Postoperative Follow-up for Bariatric Surgery
- The following table shows the recommended postoperative visit schedule for various bariatric surgery types:
- LAGB (laparoscopic adjustable gastric banding)
- LSG (laparoscopic sleeve gastrectomy)
- RYGB (laparascopic Roux-en-Y gastric bypass)
- BPD/BPD-DS (laparoscopic biliopancreatic diversion/BPD-duodenal switch)
- Follow-up schedule:
- Initial, interval until stable, once stable (months)
- LAGB: 1, 1-2, 12
- LSG: 1, 3-6, 12
- RYGB: 1, 3, 6-12
- BPD/BPD-DS: 1, 3, 6
- Initial, interval until stable, once stable (months)

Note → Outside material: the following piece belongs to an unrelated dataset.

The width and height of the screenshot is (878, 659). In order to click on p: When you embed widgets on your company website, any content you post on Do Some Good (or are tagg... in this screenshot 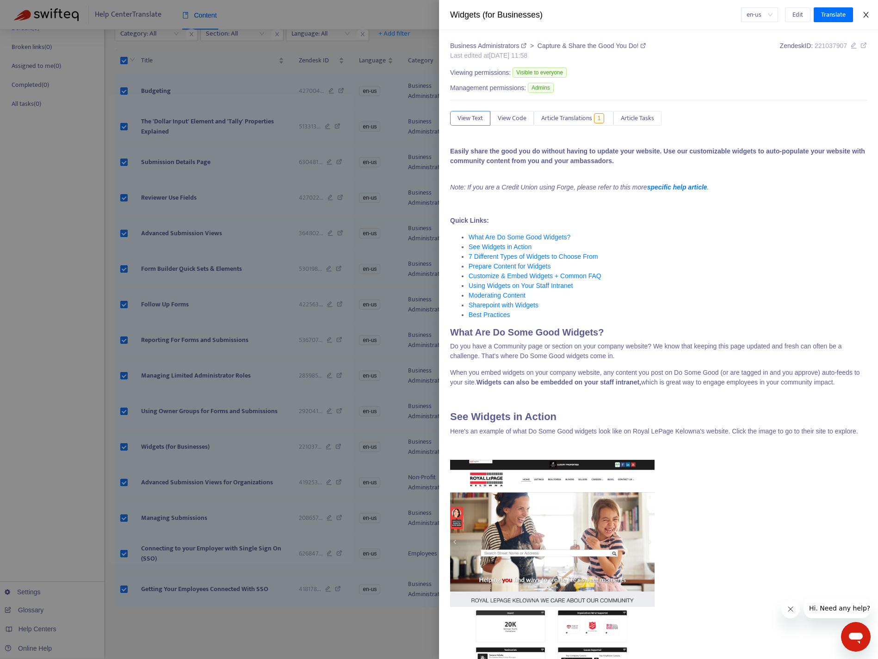, I will do `click(658, 378)`.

- Blood work: CBC, chemistry panel with each visit (iron at baseline and prn)
- Lab tests:
- Lipid evaluation (every 6-12 months)
- Bone densitometry (every 2 years)
- 24-hour urinary excretion yearly (initial at 6 months)
- Vitamin B12 yearly (3-6 months if supplemented)
- Folic acid, iron, vitamin D, iPTH (RYGB, BPD/BPD-DS)
- Vitamin A (every 6-12 months) (optional for RYGB, required for BPD/BPD-DS)
- Copper, zinc, selenium (RYGB, BPD/BPD-DS)
- Thiamine (all types)
- Assessment for anti-hypertensives, gout therapy, and gallstone prophylaxis each visit
- Lab tests:
5As Framework for Obesity Management in Adults
- Ask: Ask permission to discuss weight with the patient. Be non-judgmental and explore their readiness for change.
- Assess: Assess BMI, waist circumference, and obesity class. Explore root causes of obesity.